The "Intelligent" Scanner: Deconstructing the Onboard Processing of a 70PPM Workhorse
Update on Nov. 9, 2025, 11:09 a.m.
In any modern “paperless” office, from a medical practice to a law firm, the document scanner is the most critical bottleneck. For decades, scanning was a “dumb” process. A user would feed paper, and the scanner would produce a “dumb” image—often skewed, with missing pages from a multi-feed, or with poor color. This forced an employee to spend hours in “post-processing,” manually rotating pages, deleting blank sheets, and re-scanning jammed documents.
The solution was not just to make the scanner faster. It was to make it smarter.
A new class of “professional” desktop scanners is defined not by its “brawn” (its speed) but by its “brain” (its onboard image processing). To deconstruct this, the RICOH fi-8170 serves as a perfect technical case study.

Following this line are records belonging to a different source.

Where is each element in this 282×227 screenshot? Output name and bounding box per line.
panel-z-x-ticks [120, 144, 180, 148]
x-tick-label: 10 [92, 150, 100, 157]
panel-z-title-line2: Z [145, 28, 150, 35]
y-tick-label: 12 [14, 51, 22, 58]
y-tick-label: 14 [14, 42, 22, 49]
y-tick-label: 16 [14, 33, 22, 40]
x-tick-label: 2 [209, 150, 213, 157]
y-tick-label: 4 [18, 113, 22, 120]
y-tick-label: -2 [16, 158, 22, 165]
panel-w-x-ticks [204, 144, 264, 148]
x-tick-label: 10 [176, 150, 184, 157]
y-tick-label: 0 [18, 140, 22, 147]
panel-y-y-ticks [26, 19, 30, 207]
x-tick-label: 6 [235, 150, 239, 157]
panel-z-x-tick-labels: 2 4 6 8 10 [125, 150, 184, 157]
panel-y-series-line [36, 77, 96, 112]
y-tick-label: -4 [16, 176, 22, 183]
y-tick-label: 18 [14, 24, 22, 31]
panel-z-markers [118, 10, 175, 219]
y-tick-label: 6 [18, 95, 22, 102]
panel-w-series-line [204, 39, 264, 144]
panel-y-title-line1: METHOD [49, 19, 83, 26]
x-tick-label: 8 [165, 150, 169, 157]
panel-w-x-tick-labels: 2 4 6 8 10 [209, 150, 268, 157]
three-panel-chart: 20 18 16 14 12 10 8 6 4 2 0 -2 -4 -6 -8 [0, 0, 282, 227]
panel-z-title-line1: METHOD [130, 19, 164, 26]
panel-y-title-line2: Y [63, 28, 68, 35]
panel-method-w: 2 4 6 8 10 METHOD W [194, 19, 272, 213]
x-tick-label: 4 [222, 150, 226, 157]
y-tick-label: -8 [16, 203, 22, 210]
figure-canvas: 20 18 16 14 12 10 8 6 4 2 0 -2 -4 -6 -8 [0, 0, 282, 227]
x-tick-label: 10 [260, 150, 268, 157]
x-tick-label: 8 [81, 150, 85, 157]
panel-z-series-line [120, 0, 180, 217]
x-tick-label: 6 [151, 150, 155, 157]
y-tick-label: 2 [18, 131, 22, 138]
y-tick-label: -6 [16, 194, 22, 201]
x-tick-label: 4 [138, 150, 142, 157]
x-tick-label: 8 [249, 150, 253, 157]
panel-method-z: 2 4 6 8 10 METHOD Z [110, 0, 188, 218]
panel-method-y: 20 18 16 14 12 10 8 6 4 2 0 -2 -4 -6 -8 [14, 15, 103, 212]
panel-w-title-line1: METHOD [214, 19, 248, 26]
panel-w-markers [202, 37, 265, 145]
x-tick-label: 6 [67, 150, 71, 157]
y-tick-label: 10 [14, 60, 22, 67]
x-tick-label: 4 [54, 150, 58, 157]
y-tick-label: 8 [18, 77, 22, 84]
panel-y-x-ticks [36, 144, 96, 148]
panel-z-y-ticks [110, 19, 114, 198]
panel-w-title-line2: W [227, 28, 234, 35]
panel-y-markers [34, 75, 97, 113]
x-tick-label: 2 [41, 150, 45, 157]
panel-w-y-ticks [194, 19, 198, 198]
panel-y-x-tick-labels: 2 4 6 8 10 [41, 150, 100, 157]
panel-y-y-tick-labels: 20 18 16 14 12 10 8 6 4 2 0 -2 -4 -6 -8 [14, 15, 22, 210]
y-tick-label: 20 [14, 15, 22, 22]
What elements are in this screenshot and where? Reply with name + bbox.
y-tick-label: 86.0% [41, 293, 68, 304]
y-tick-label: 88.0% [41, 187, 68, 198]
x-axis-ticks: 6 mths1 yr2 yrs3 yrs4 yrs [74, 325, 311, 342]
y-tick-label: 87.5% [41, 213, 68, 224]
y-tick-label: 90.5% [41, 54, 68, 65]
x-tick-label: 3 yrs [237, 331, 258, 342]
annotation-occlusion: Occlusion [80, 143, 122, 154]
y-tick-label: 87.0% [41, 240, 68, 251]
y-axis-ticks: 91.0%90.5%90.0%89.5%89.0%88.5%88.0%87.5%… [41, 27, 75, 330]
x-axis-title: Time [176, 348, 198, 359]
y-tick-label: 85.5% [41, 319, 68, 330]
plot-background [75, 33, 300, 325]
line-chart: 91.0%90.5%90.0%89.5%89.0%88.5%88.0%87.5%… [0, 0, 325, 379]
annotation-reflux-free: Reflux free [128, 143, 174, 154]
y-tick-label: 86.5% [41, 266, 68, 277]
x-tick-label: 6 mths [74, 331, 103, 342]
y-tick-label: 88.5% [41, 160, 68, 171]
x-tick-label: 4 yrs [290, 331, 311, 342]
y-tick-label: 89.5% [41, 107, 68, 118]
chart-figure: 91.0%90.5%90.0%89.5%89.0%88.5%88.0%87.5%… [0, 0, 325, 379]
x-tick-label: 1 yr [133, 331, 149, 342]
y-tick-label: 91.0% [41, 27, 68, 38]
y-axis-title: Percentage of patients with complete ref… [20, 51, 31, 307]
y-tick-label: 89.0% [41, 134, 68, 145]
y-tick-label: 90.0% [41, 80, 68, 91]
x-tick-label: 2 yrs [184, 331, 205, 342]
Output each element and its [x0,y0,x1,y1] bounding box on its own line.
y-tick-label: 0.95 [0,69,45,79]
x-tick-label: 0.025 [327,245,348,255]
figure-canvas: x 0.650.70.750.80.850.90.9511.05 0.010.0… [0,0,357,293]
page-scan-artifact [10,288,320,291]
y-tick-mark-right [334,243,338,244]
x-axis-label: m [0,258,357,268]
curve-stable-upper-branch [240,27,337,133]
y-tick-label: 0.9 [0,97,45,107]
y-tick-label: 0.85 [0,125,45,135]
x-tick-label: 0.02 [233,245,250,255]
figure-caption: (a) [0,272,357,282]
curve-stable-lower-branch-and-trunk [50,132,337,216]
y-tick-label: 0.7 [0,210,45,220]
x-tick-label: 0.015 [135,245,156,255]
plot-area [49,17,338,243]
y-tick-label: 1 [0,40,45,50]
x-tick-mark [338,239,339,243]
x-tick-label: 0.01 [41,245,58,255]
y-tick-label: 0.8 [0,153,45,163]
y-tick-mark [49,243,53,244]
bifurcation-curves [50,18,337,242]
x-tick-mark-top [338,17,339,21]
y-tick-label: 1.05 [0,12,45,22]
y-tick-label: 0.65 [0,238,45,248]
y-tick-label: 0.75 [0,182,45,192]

1. The “Brawn”: The 70PPM, 100-Sheet Engine
First, a professional scanner must have “brawn.” The fi-8170 is engineered for high-volume, “paper-to-digital” workflows.
* 100-Sheet ADF: The 100-page capacity auto document feeder is the “hopper.” It allows an operator to load a large stack of documents and walk away.
* 70PPM / 140IPM: The engine scans at 70 pages per minute. Because it is a duplex (double-sided) scanner that scans both sides in a single pass, it actually captures 140 images per minute (IPM).
As one 5-star user from a law office noted, “This scanner runs at or near its rated 70PPM… Did I mention that it’s fast?” This raw power is what “provides employees to scan documents at a faster speed.”
2. The “Brain”: Deconstructing the “Intelligent” Hardware
This is where the engineering leap occurs. A “dumb” scanner, when faced with a “jam,” just stops. A “smart” scanner is a sensor-driven, robotic-capture device.
Clear Image Capture (CIC)
The fi-8170 doesn’t just use a generic Contact Image Sensor (CIS). It uses RICOH’s Clear Image Capture technology, which is driven by a “proprietary color-matching processor.” This is an onboard “brain” (an ASIC chip) dedicated only to image quality. It performs complex tasks like Auto Deskew, Auto Image Rotation, and Bleed-through Removal in real-time as the paper flies by.
The result? The file that hits your computer is already clean, straight, and color-accurate. It eliminates the manual post-processing step entirely.
Ultrasonic Multi-Feed Detection
This is a critical, high-end hardware feature. A common failure is when two “sticky” (like lightweight carbonless) pages feed through at the same time. A “dumb” scanner won’t notice.
The fi-8170 uses ultrasonic sensors. It sends sound waves through the paper as it feeds.
* If it “hears” one sheet of paper, it continues.
* If it “hears” two sheets stuck together (a “multi-feed”), the sound wave is dampened. The scanner instantly stops and alerts the user.
As one 2-star reviewer, Richard, discovered, this feature is so critical that “no sense paying a lot extra for a special feature” if it’s not turned on. This confirms that this physical sensor is a key B2B value proposition for “scanning large documents” where “we do not miss a page.”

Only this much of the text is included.